The Common Sense of Social Media

Are you old enough to remember the people who ran the corner shop? Do you even remember a time when there WAS a corner shop?

What about a milk man? Or a baker who home delivered?

These were people who knew your name. They knew where you lived. Their kids went to school with your kids. It was a time when communities weren’t something you engaged with online – it was something you lived in.

And yet for all the change that the shift to digital has landed on our shoulders – social media feels nostalgically utopian. It’s optimistic – often in the face of trolling behaviour and barely concealed bigotry. But it is also FAMILIAR.

In real world communities we long ago learned how to deal with unacceptable behaviour – and yet we seem to forget this in the digital domain. But if social media teaches us anything it is that we are accountable for our words and our deeds – for with every click, like comment and update, we leave a trail of digital breadcrumbs that lead us (and others) home.

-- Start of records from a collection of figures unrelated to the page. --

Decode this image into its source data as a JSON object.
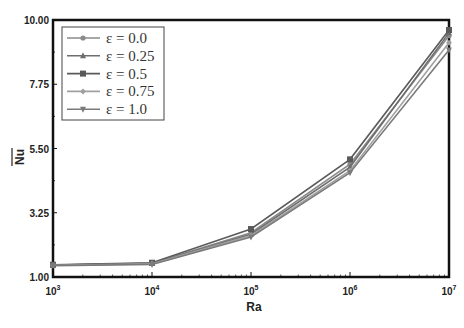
{
  "chart_data": {
    "type": "line",
    "title": "",
    "xlabel": "Ra",
    "ylabel": "Nu (overbar, average Nusselt number)",
    "xscale": "log",
    "x": [
      1000,
      10000,
      100000,
      1000000,
      10000000
    ],
    "x_tick_labels": [
      {
        "base": "10",
        "exp": "3"
      },
      {
        "base": "10",
        "exp": "4"
      },
      {
        "base": "10",
        "exp": "5"
      },
      {
        "base": "10",
        "exp": "6"
      },
      {
        "base": "10",
        "exp": "7"
      }
    ],
    "y_ticks": [
      "1.00",
      "3.25",
      "5.50",
      "7.75",
      "10.00"
    ],
    "ylim": [
      1.0,
      10.0
    ],
    "grid": false,
    "legend_position": "upper-left",
    "series": [
      {
        "name": "ε = 0.0",
        "marker": "circle",
        "values": [
          1.42,
          1.48,
          2.55,
          4.95,
          9.45
        ]
      },
      {
        "name": "ε = 0.25",
        "marker": "triangle-up",
        "values": [
          1.42,
          1.47,
          2.5,
          4.85,
          9.55
        ]
      },
      {
        "name": "ε = 0.5",
        "marker": "square",
        "values": [
          1.43,
          1.5,
          2.68,
          5.12,
          9.65
        ]
      },
      {
        "name": "ε = 0.75",
        "marker": "diamond",
        "values": [
          1.41,
          1.46,
          2.45,
          4.72,
          9.2
        ]
      },
      {
        "name": "ε = 1.0",
        "marker": "triangle-down",
        "values": [
          1.4,
          1.44,
          2.4,
          4.65,
          8.95
        ]
      }
    ]
  },
  "axes": {
    "xlabel": "Ra",
    "ylabel": "Nu"
  }
}
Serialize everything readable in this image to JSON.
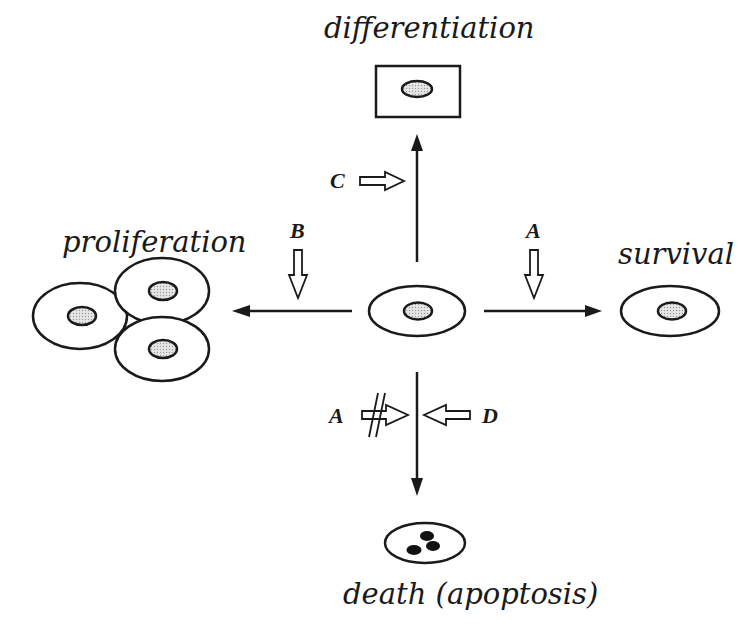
{
  "diagram": {
    "center_cell": {
      "label": "",
      "type": "cell"
    },
    "outcomes": [
      {
        "id": "differentiation",
        "label": "differentiation",
        "direction": "up",
        "shape": "rectangular-cell"
      },
      {
        "id": "proliferation",
        "label": "proliferation",
        "direction": "left",
        "shape": "three-cells"
      },
      {
        "id": "survival",
        "label": "survival",
        "direction": "right",
        "shape": "cell"
      },
      {
        "id": "death",
        "label": "death (apoptosis)",
        "direction": "down",
        "shape": "apoptotic-cell"
      }
    ],
    "modulators": [
      {
        "letter": "C",
        "target": "differentiation",
        "effect": "promotes"
      },
      {
        "letter": "B",
        "target": "proliferation",
        "effect": "promotes"
      },
      {
        "letter": "A",
        "target": "survival",
        "effect": "promotes"
      },
      {
        "letter": "A",
        "target": "death",
        "effect": "inhibits"
      },
      {
        "letter": "D",
        "target": "death",
        "effect": "promotes"
      }
    ],
    "colors": {
      "stroke": "#1a1a1a",
      "nucleus_fill": "#cfcfcf",
      "fragment_fill": "#111111",
      "background": "#ffffff"
    }
  }
}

In the corporate world, our employees traverse the web like modern day, digital Hansels. There are breadcrumb trails emblazoned across the webservers of the world. Your brands, products and services trail along in the wake of the words and deeds of your employees.

Once upon a time, the shopkeepers knew where their customers lived. These days it is the other way around. Social media has turned the outside world-in and the inside world-out. And yet many organisations are hopelessly unprepared for the digital world that is already upon them. As this infographic from Mindflash shows, 76% of companies do not have a clearly defined social media policy.

The solution is simple. Get help from the outside and build capacity inside. It’s not a fairy tale and there’s no silver bullet. It’s just common sense in the service of the common good.